A Silent Observation
Greetings America.
I am speaking to you from London, England, where I bring you news of a NON-EVENT. Something DIDN'T happen here yesterday and I want to tell you about it.
Plenty IS happening of course - and none of it's good. Our government is in trouble. It has just become the longest-surviviving Labour administration in British history, but it's not doing well in the opinion polls. Our prime minister, Tony Blair, is undoubtedly more popular on your side of the water than he is on ours - which may explain why he is taking his summer vacation in Barbados. Our most famous soccer player - David Beckham - has decided to abandon England to play in Spain. The England cricket team - and cricket is still our national summer sport - has just been humiliated by South Africa. And at the height of the holiday season our largest airport was engulfed in chaos because of an incomprehensible industrial dispute.
We need cheering up - and normally, as a nation, on this particular day, 5 August, we are cheered up - by happy front page photographs of a wonderful old lady. Queen Elizabeth the Queen Mother was born in August 1900 and, for as long as most of us can remember, there was a party in the street outside her London home- she waved at us - and we cheered at her. That's all that happened. But it was a national event. And yesterday it didn't happen.
The Queen Mother died last year - and now we don't have anyone to cheer anymore. The Queen Mum was a phenomenon - tiny, charming, rich, old, not particularly glamorous but hugely loved. Roll together Barbara Bush, Bob Hope, Eleanor Roosevelt and Martin Luther King and you get the picture. But why was she so popular? I think I know.

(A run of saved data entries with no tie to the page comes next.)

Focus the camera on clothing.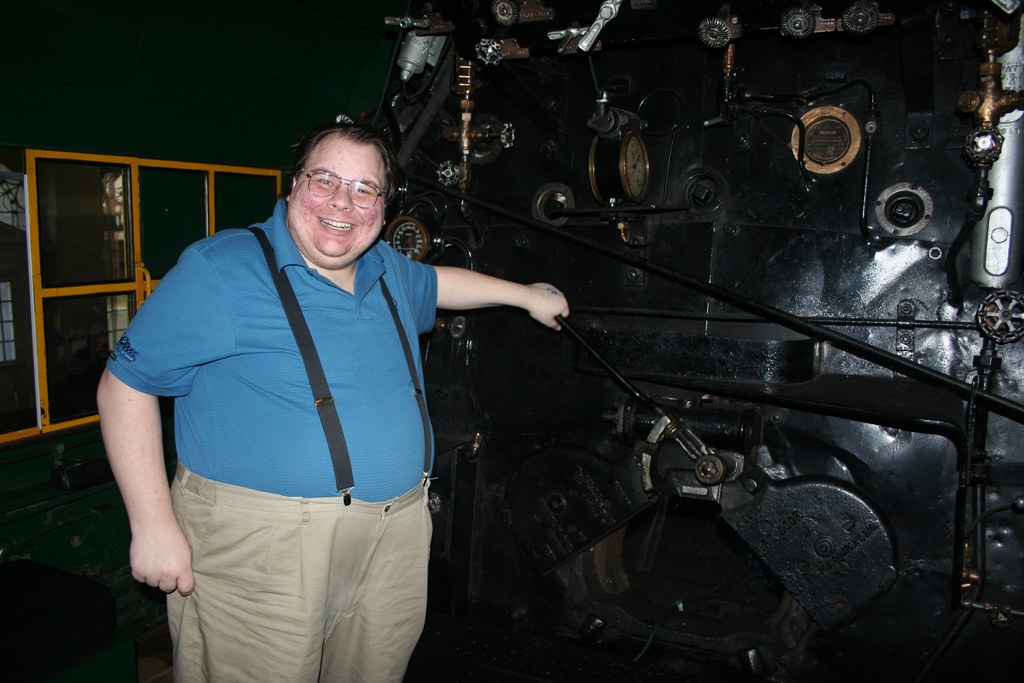
Focus region: box=[97, 167, 488, 651].
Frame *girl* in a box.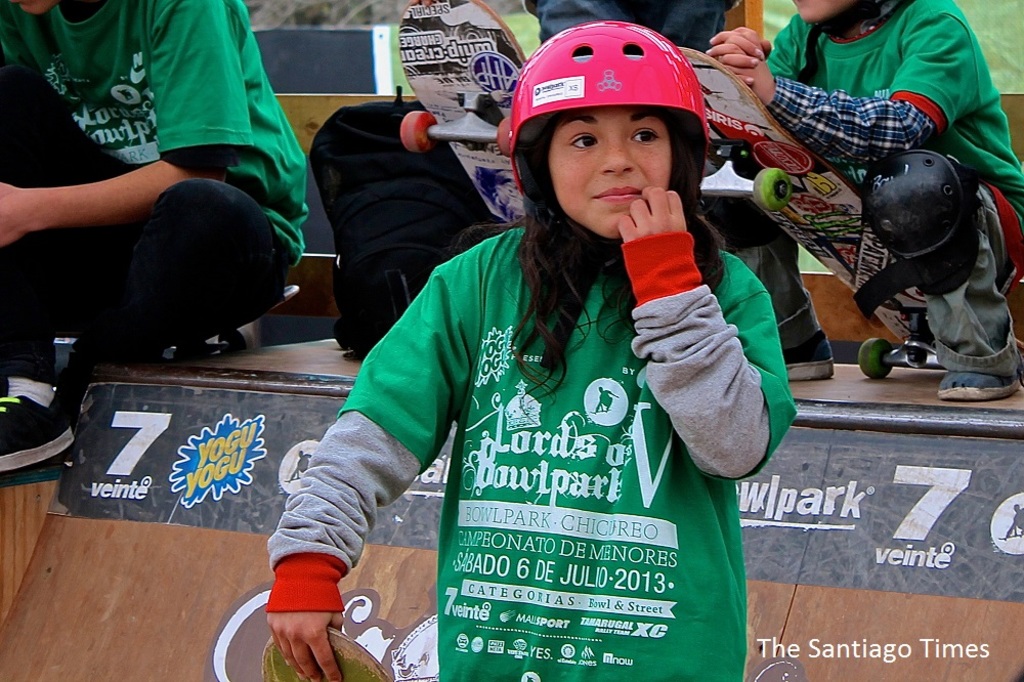
x1=259 y1=20 x2=798 y2=681.
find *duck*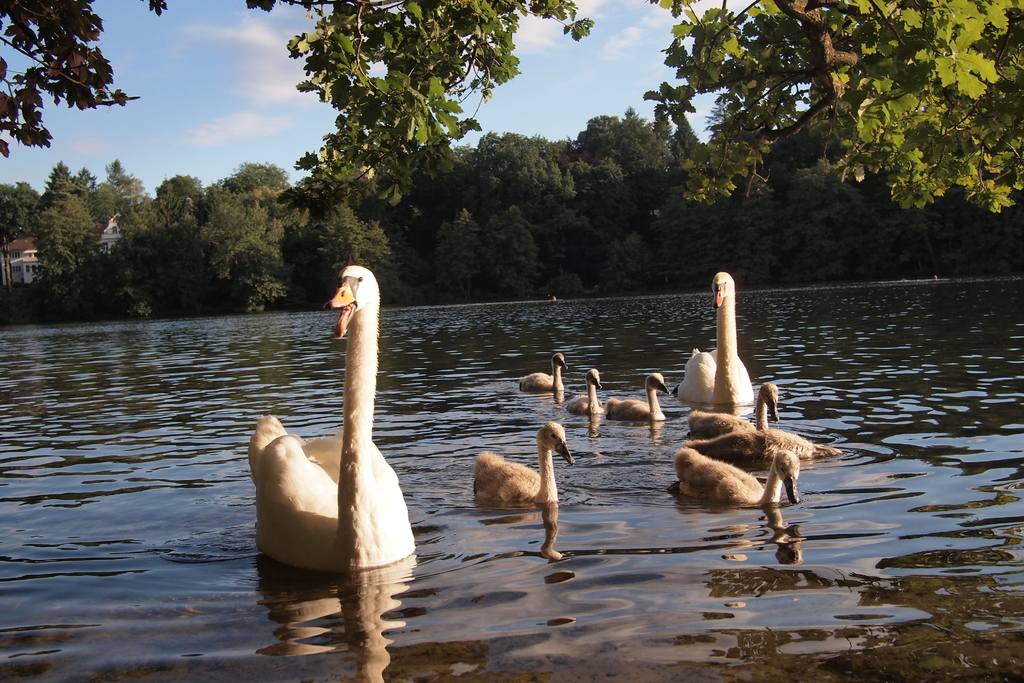
bbox=[674, 267, 753, 408]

In 1923 - that's eighty years ago - she became engaged to a young English prince who would one day be king. Shortly after her engagement, a journalist knocked on her front door and asked for an interview. She gave the interview. The King was not amused. "We don't talk to those filthy rags of newspapers", he said. And for the next eight decades - through her life as a princess, a queen and a queen mother - Elizabeth never spoke to a journalist again. Not once. The less she said, the more we loved her. There's a lesson in there somewhere.